A dangerous-looking porcupine scuttles across the bottom of a page of a medieval manuscript, amid scenes of fire-breathing dragons, bodies bubbling in cauldrons, and boats deluged by biblical floods. Known as the Lambeth Apocalypse , this 13th-century illuminated text is one of the lurid highlights of the magnificent collection of Lambeth Palace Library , the most important religious archive in the UK and the largest in Europe, after the Vatican in Rome. For centuries, this precious hoard has been kept in a series of leaky, draughty rooms in the palace, gradually filling up every cramped corner. Now, after 400 years, it finally has a purpose-built home – and it’s safe to say that, if the apocalypse ever comes to south London, this fortified building will probably survive it.
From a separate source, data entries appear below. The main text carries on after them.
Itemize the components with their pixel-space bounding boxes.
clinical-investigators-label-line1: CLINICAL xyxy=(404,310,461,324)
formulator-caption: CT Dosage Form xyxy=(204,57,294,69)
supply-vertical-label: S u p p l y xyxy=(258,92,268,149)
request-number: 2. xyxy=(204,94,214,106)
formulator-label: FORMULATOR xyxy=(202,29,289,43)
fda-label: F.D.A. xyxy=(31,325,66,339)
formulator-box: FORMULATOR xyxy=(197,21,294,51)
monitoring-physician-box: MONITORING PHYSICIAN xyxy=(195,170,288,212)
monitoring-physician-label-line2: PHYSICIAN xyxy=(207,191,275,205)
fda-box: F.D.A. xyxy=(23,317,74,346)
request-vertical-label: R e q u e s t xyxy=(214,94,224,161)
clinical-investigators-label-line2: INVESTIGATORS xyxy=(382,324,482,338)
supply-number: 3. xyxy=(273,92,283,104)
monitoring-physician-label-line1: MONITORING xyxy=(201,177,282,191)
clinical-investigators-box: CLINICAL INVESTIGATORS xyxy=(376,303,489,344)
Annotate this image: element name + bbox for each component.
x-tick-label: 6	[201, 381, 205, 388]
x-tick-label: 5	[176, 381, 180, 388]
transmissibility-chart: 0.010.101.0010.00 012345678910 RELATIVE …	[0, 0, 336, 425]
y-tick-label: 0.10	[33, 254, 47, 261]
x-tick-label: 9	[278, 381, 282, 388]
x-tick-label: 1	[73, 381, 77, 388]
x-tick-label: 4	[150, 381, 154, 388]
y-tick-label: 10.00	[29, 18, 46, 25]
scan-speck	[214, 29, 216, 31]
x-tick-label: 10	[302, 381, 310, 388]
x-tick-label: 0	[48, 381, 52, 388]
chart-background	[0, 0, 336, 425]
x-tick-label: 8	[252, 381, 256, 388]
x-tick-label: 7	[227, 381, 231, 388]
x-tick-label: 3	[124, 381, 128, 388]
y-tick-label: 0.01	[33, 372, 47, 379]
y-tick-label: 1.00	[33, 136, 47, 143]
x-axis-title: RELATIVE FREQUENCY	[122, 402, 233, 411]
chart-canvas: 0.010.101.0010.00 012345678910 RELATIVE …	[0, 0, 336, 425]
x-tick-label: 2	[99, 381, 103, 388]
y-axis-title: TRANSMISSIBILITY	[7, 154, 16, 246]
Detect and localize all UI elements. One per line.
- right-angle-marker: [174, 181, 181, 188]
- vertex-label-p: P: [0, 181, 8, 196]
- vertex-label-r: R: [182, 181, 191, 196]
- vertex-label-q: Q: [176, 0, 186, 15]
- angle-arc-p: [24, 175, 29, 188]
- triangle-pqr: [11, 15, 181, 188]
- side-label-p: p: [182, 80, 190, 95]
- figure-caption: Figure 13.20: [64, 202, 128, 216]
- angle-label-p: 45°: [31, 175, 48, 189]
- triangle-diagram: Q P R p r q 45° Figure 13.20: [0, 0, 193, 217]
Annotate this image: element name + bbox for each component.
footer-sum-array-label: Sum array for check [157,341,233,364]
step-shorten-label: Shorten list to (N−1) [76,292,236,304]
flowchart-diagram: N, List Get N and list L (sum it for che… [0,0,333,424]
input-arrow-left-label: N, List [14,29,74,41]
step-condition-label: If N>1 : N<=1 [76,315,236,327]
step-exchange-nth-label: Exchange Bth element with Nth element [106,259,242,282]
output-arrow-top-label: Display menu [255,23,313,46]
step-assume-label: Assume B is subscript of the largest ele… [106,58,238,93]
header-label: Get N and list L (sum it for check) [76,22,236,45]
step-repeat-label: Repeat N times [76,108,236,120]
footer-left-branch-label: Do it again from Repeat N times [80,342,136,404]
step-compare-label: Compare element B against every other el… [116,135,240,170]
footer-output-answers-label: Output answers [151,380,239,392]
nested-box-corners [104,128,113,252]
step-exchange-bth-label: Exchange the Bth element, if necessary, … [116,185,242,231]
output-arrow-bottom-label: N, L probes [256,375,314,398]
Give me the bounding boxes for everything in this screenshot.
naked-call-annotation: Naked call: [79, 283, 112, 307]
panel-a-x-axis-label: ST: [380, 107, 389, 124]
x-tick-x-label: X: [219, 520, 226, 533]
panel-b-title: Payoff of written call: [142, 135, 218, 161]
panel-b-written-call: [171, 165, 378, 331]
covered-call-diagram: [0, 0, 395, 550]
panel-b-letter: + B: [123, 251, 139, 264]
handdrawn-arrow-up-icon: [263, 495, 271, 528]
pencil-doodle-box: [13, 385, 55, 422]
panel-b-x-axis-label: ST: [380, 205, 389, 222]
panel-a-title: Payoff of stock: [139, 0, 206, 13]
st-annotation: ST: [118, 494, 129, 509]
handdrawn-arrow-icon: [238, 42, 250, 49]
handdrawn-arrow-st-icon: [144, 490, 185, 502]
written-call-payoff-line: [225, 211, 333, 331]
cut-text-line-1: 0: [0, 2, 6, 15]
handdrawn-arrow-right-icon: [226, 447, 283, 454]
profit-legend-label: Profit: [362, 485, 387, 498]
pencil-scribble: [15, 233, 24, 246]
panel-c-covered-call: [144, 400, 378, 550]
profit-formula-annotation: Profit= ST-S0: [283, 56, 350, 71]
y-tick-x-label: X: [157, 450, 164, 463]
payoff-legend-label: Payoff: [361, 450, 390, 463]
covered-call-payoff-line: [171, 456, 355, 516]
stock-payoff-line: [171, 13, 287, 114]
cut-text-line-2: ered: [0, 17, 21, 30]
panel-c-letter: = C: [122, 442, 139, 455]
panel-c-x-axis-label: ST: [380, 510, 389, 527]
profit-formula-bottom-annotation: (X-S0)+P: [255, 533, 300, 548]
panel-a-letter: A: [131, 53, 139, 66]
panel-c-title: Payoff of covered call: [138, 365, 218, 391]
“Noah could float past in his ark and the collection would be all right,” says Clare Wright, the Scottish architect behind the £24m new library. “We’ve created a concrete bunker with more bunkers inside, all lifted up above the one-in-1,000-year flood risk level.”

As bunkers go, it is pretty refined. Clad in a sober costume of red bricks, the building stands as a proud bastion at a bend in the busy Lambeth Palace Road, its nine-storey tower poking up above St Thomas’s hospital to peer over at the Palace of Westminster across the Thames. It meets the street with a sheer redbrick cliff-face, its monolithic mass punctured only by a few tiny square windows and the steel gates of a dark grey entrance. Crowning it all is a covered terrace with the air of a rooftop lookout station. This is a public facility, but its primary purpose is clearly the security of the collection. All that’s missing are the cannons.

“Protecting the archive was our main priority,” says library director Declan Kelly. “One of our new trustees asked where the cafe and shop are going to be, but we don’t have either. There’s a little room for readers to make themselves a cup of tea and a small exhibition space, but the emphasis is on safeguarding the collection.”

Read it all.

Posted in Archbishop of Canterbury, Books, Church of England (CoE), England / UK, History

The BBC Obituary for John le Carré

John le Carré was the pseudonym of the author David Cornwell, judged by many to be the master of the spy novel.

Meticulously researched, and elegantly written, many of his books reached a wider audience through TV and film adaptations.

Le Carré stripped away the glamour and romance that were a feature of the James Bond novels and instead examined the real dark and seedy life of the professional spy.

In the twilight world of le Carré’s characters the distinction between good and bad, right and wrong was never that clear cut.

Read it all.

Posted in Anthropology, Books, Death / Burial / Funerals, England / UK, Ethics / Moral Theology, History

(LA Times) Get ready for another roaring ’20s, UCLA economic forecast predicts

“The ’20s will be roaring, but with several months of hardship first,” according to the quarterly UCLA Anderson forecast. “These next few months will be dire, with rising COVID infections, continued social distancing, and the expiration of social assistance programs.”

The forecast, which assumes mass vaccination of Americans will take place by summer, predicts that annualized growth in the nation’s gross domestic product will accelerate from a weak 1.2% in the current quarter to 1.8% in the first quarter of next year, then to a booming 6% in next year’s second quarter and consistent 3% growth each quarter thereafter into 2023.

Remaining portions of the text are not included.